UC and Other Plaintiffs To Share $168 Million From Enron Settlement
UC Office of the President
Jan. 7, 2005 – The University of California, lead plaintiff for investors in the Enron securities litigation, will move next week for preliminary court approval of a settlement with some of Enron’s former directors in which the investor class will receive $168 million.

The agreement, which was reached Oct. 6, 2004, would award the plaintiffs $155 million in insurance proceeds and more than $13 million in personal contributions of insider trading proceeds by the directors.

Over the last three months, the plaintiffs, the settling defendants, the insurers and certain of the non-settling insured defendants, have negotiated a complex agreement that provides a framework for court approval by setting aside $13 million of the insurance proceeds for the continuing defense of certain of the non-settling insured defendants in exchange for their agreement not to oppose the settlement.

“This is a further significant step toward what we hope will be a substantial recovery for the investor victims of the Enron fraud,” said James E. Holst, UC’s general counsel. “It is especially significant that these outside directors were made to disgorge some of their insider trading proceeds.”

The agreement marks the fourth settlement in the case, totaling almost half a billion dollars already recovered for the plaintiffs.

“We are continuing to prosecute the case against individuals and entities charged with participating in the fraud and we expect even more substantial recoveries from these defendants,” said William Lerach of Lerach Coughlin Stoia Geller Rudman & Robbins LLP, lead counsel for the class.

In February 2002, the University of California was named lead plaintiff in the Enron shareholders’ class action suit previously filed against 29 top executives of Enron Corp. and its accounting firm, Arthur Andersen LLP. The UC filed a consolidated complaint April 8, 2002, adding nine banks and two law firms as defendants in the case. In April 2003, U.S. District Court Judge Melinda Harmon completed her rulings on the various defendants’ motions to dismiss and lifted the stay on discovery. Following those rulings, the UC filed a second amended complaint May 14, 2003.

Depositions in the case began in June 2004, with the trial slated to begin Oct. 16, 2006.

Mother Files Suit On Behalf of 14-year-old College Student
UCLA Daily Bruin
Jan. 12, 2005 – Attorneys are meeting for an initial court hearing today regarding a suit filed by the mother of a 14-year-old UCLA student against the state of California for not providing adequate educational instruction for her son.

The suit was filed in July in a California Superior Court in Sacramento and alleges the state violated the constitutional rights of Levi Clancy, a student described in the legal complaint as “highly gifted,” because he did not receive “a free, equal and suitable education.”

Clancy is currently in his second year at UCLA. He began taking classes at Santa Monica College when he was 7 years old, passed the California High School Proficiency Exam when he was 9 and enrolled at UCLA in January 2004, according to the complaint.

Clancy’s single mother, Leila Levi, cannot continue to afford the education necessary for her son, the complaint said, and the suit seeks financial compensation for his education.

“The bottom line is, that the Constitution guarantees a free and equal education according to the individual needs of each student, and this particular student needs a college level education in order to function as a child,” said Richard Ackerman, Levi’s attorney.

“If you assume that he’s required to attend school until he’s 16, and we know that the public school system is not going to meet his needs … then it becomes pretty obvious that the state does have a duty to make sure he’s educated up until he’s 16,” Ackerman said. “If he doesn’t, he’s a truant.”

Ackerman, who has taken the case pro bono, said the state’s programs are not adequate for students as advanced and gifted as Clancy.

Clancy is a minor and his mother declined requests to interview him.

Attorneys are meeting for an initial court hearing about the suit today in Sacramento, and Ackerman said he will likely seek class action status.

“This case is probably the first in the nation to deal with this,” Ackerman said. “That’s [why] I’m hoping that this case will make its way to the California Supreme Court; that might actually set an example for the rest of the nation.”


▸ Requirement: Across all the lines of the following material, count those that include the word "ffffff" and give only the result.

----------------------------------------

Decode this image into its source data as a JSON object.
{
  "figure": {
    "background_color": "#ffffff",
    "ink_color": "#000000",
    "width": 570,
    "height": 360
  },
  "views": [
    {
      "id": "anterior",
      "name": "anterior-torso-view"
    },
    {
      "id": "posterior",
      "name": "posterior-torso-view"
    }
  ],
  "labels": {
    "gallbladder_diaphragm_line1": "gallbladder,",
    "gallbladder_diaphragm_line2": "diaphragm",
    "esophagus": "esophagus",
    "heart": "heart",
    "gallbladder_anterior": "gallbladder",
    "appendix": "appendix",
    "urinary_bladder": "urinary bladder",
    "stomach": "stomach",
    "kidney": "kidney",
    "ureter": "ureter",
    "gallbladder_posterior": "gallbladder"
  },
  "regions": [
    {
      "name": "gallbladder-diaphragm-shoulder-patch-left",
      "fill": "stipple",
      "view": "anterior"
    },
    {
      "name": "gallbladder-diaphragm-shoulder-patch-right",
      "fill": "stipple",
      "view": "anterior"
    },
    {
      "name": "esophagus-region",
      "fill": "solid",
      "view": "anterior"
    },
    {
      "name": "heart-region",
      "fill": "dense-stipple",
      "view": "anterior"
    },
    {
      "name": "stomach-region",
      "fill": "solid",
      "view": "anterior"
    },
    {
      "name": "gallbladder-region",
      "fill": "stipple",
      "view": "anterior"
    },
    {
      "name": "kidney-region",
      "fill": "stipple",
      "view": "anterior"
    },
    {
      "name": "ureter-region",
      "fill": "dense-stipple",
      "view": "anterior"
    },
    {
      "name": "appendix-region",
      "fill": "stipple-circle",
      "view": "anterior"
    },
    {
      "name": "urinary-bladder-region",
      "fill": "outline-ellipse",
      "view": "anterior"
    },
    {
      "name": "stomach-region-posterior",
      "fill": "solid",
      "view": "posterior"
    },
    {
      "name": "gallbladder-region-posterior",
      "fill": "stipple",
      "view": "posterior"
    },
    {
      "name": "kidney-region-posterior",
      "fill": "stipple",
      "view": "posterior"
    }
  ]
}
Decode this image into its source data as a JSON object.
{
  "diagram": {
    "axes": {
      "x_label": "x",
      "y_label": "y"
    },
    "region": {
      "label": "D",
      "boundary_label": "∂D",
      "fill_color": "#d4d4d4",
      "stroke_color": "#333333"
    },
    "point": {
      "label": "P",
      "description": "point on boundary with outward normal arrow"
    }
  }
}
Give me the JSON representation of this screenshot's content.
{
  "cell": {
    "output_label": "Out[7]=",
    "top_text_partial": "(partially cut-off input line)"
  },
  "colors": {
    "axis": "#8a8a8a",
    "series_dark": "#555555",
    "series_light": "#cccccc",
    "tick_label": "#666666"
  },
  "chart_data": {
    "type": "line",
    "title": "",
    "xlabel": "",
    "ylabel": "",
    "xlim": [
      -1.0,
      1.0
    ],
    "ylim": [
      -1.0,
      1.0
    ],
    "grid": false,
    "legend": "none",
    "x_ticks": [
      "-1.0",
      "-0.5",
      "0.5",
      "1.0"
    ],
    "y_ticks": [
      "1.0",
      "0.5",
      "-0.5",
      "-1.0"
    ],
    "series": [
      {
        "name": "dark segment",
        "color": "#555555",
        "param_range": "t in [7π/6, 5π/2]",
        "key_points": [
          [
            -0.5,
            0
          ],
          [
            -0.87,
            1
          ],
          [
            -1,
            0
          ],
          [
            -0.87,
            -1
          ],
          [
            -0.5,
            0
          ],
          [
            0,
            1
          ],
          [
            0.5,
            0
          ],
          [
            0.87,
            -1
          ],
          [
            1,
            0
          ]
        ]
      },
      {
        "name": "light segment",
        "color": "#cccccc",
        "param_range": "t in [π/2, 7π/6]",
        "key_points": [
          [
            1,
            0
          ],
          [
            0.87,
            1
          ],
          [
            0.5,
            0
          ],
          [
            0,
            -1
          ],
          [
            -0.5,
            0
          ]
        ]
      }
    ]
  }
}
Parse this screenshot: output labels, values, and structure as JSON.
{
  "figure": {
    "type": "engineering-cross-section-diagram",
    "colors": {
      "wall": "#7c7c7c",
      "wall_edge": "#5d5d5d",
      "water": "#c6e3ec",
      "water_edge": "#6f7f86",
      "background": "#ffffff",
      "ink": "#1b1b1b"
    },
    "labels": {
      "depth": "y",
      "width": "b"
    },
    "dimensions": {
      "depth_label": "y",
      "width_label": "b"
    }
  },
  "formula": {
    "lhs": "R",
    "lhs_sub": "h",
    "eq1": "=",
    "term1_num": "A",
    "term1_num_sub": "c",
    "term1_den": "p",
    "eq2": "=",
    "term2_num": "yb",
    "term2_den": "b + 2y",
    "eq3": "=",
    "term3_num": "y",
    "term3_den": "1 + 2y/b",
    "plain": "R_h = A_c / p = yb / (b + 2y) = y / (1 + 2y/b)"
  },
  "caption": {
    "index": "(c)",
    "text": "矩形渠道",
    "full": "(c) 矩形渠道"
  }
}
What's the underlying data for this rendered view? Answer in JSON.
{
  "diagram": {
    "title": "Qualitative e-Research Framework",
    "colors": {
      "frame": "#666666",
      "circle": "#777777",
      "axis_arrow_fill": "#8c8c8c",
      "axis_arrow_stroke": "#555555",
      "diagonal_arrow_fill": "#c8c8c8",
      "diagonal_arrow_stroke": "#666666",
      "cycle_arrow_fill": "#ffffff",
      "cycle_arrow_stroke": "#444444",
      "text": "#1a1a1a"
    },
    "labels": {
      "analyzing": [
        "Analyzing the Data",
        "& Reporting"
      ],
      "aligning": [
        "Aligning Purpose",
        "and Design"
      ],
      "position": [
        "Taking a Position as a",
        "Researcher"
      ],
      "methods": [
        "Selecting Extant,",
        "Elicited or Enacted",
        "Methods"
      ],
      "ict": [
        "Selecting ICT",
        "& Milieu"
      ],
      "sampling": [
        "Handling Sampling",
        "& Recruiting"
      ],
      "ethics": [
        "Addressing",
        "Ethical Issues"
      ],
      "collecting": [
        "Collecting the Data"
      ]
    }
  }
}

----------------------------------------

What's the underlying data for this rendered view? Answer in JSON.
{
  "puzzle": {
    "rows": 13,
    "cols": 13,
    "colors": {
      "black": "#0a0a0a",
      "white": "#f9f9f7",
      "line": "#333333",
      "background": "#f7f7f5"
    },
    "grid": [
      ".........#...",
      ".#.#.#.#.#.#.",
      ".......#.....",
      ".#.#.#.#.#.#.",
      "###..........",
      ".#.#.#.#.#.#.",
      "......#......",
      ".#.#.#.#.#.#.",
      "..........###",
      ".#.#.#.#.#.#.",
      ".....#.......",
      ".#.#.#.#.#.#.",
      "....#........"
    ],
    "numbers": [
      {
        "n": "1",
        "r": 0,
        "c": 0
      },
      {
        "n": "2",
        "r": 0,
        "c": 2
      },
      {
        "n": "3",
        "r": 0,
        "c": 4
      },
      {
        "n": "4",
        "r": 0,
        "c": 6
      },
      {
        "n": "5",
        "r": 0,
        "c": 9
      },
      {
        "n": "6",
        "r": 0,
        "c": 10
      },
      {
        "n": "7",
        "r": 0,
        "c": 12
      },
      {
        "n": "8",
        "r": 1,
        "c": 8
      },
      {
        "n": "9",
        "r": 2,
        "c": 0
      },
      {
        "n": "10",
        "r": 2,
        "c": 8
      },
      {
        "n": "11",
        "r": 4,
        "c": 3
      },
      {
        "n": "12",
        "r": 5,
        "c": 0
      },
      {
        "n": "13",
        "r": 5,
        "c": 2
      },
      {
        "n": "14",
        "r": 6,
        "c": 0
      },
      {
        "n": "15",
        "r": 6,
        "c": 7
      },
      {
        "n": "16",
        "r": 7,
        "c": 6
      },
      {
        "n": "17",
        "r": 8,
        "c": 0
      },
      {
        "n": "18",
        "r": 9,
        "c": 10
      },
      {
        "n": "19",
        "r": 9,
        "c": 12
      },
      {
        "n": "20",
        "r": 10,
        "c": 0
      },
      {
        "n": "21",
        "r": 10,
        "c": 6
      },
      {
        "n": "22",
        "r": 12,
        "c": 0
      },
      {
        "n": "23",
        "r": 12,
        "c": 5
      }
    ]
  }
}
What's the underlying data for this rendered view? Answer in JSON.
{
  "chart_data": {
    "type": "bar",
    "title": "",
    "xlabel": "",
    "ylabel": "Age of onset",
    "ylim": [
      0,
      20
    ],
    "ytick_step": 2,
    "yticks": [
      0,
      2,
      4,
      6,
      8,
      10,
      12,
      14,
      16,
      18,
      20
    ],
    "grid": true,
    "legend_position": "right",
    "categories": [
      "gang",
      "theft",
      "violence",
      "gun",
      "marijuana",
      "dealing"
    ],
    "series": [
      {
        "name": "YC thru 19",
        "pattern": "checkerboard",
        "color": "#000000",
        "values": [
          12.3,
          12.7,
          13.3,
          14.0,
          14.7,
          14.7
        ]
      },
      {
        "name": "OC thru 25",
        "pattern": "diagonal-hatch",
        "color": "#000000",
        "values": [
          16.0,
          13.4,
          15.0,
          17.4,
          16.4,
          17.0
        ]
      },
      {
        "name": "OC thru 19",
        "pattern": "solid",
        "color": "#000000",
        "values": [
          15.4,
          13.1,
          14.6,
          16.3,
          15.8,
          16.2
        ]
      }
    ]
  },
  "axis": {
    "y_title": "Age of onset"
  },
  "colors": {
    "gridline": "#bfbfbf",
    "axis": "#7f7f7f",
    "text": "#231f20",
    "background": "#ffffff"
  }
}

----------------------------------------

▸ Response area: 4